Bernanke Must Answer for Dark of Night Change in Bank Regs

In its new regulations, the Fed did Americans a huge disservice, doing away with consumers' potential right of recovery of overdraft charges -- which will total nearly $37.5 billion in 2009 alone.
This post was published on the now-closed HuffPost Contributor platform. Contributors control their own work and posted freely to our site. If you need to flag this entry as abusive, send us an email.

Co-authored with Rhode Island State Rep. Peter Wasylyk

Just as would a credit card company itself, the Federal Reserve has buried a key pocket-pinching regulatory change in the fine print. In its regulations issued last month, the Fed did Americans a huge disservice, doing away with consumers' potential right of recovery of past and future overdraft charges -- which will total nearly $37.5 billion in 2009 alone. As the Senate considers Ben Bernanke's re-nomination to the Fed's chairmanship, senators must call him to task for this cynical maneuvering.

For years, advocates have strived to develop a legal theory that would allow consumers to recoup these fees and prevent banks from charging them in the future. They've asserted that the banks have engaged in deceptive trade practices, breach of good faith, and the like, but have generally found roadblocks along these avenues, in the form of preemptive federal regulations.

But a new legal theory has showed promise: Attorneys and some regulators argue that overdraft fees amount to a credit feature. It's a loan, after all: An overdraft entails a bank providing a consumer with money, which must then be paid back, with penalty. The Truth In Lending Act (TILA) requires that lenders clearly and conspicuously disclose the terms and conditions of the loans they offer to borrowers, whereas consumers typically aren't even given notice prior to a bank charging them overdraft fees. Attorneys from across the nation (including Peter Wasylyk, coauthor of this piece) filed a class action suit in federal court in Rhode Island against Citizens Bank on August 18 on the TILA theory, and the argument has caught people's attention -- so much so that the Federal Reserve saw fit to acknowledge it in new regulations which it promulgated last month.

The Official Staff Commentary on overdrafts adopted by the Board of Governors of the Federal Reserve on November 12 -- to which the courts must give deference when deciding relevant cases -- notes that "Some consumer advocates ... argued that overdraft services should be subject to TILA." The Fed then "clarifies" matters, asserting that TILA protections never did, and never will, apply to overdraft charges: "the addition of an overdraft service to an accepted access device does not constitute the addition of a credit feature under Regulation Z [pursuant to TILA]."

As Congress strives to improve protections from overdraft fees -- Senate Banking Chairman Chris Dodd (D-Conn) has proposed tough new legislation -- and as consumer advocates get closer than ever to the recovery of tens of billions of dollars in overdraft charges, the Fed has bent over backwards to protect the banks from accountability to the very public which has generously provided them with a $700 billion bailout.

Congress can rectify the situation by making clear that TILA protections do, in fact, apply to overdraft fees -- and by shaming Bernanke for adopting these predatory regulations in defiance of the will of Congress and the public.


### Try it
When the string "TISSUES" appears in a line of the records, show the whole line.

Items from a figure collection
• • • • •
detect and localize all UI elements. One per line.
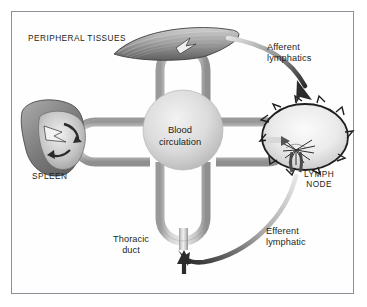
label-spleen: SPLEEN [32,172,67,182]
vessel-loop-bottom-icon [160,162,206,250]
label-thoracic-duct: Thoracic duct [113,234,149,256]
leaf-tissue-icon [114,28,239,61]
spleen-organ-icon [21,100,85,176]
label-lymph-node: LYMPH NODE [304,170,334,190]
diagram-canvas [0,0,367,307]
label-efferent-lymphatic: Efferent lymphatic [266,226,306,248]
label-afferent-lymphatics: Afferent lymphatics [267,42,311,64]
lymphatic-circulation-diagram: PERIPHERAL TISSUES SPLEEN LYMPH NODE Aff… [0,0,367,307]
label-blood-circulation: Blood circulation [138,124,222,148]
label-peripheral-tissues: PERIPHERAL TISSUES [28,34,126,44]
efferent-lymphatic-arrow-icon [178,176,296,266]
• • • • •
### Task response
lymphatic-circulation-diagram: PERIPHERAL TISSUES SPLEEN LYMPH NODE Aff… [0,0,367,307]
label-peripheral-tissues: PERIPHERAL TISSUES [28,34,126,44]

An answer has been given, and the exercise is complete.